For Nozuzile Mankayi, the struggle continues

Nozuzile Mankayi

Nozuzile Mankayi is a gold widow.

Her husband, Thembekile Mankayi, spent 1979 to 1995 working underground in the Vaal Reefs gold mine, in South Africa. In 1993, Mankayi contracted pulmonary tuberculosis. He received treatment, improved slightly, and then suffered a recurrence, and had to leave. When he left, he was paid a mere R16,000 for his troubles. In 2006, he was diagnosed with silicosis.

In 2006, Thembekile Mankayi sued AngloGold Ashanti Ltd. for 2.6 million rand. He sued for dignity. Four years later, in August 2010, the Constitutional Court heard the case. Seven months later, March 2011, the Constitutional Court decided in Thembekile Mankayi’s favor.

Thembekile Mankayi died one week before the decision was announced.

It’s been three years, and his widow, Nozuzile Mankayi, has not received a single penny.

The South African compensation system is designed to strangle and choke gold widows to death. First, they have to submit their respective partner’s bodies to a post mortem. For many families, cutting open the body is forbidden. So, women have to be prepared to withstand often intense opposition and worse.

Second, women survivors receive far less than their partners would have.

Jenni Williams, of the Women’s Legal Centre, has argued, “The women who take care of miners are doing unpaid care work. At the moment we are developing a strategy around what would be the best way to litigate around this, but for now we are saying that unpaid care work should be recognised in the context of damages claims, but also in government planning and budgeting. There needs to be recognition that women contribute towards the economy in that they are working for free, which means that there is a saving. In other words, where you had to hire a nurse to look after the sick person, you would have the wife or daughter doing this for free. In terms of this class action suit, what we are proposing is that part of the damages award is a trust that is set up that acknowledges the saving that the mining companies would have by virtue of the fact that these men’s partners and daughters are going to look after them … The court should take that into account when they look at the damages claim because the person doing the harm is actually benefiting from the woman’s unpaid care work.”

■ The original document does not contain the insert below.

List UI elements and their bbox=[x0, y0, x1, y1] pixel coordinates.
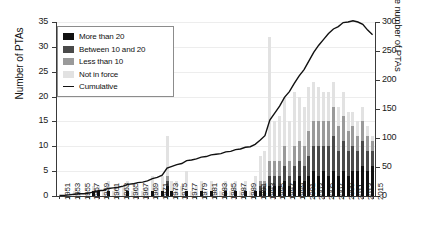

It has been said, “Half the harm that is done in this world is due to people who want to feel important.” All the harm addresses women. When miners are attacked, in their lungs by dust and in their chests by bullets, women carry them, through the long day’s night and to the graveside. The persons doing harm benefit from that. They benefit from women’s unpaid labor and used up lives. They benefit from the tragedy of others deemed unheard and unseen: women.

Thembekile Mankayi waged a mighty campaign against predators who ultimately exploded and collapsed his lungs. Nozuzile Mankayi will not stay unheard or unseen. For her, and for the more than 200,000 former gold mineworkers and gold widows now engaged in a class action suit, the struggle continues.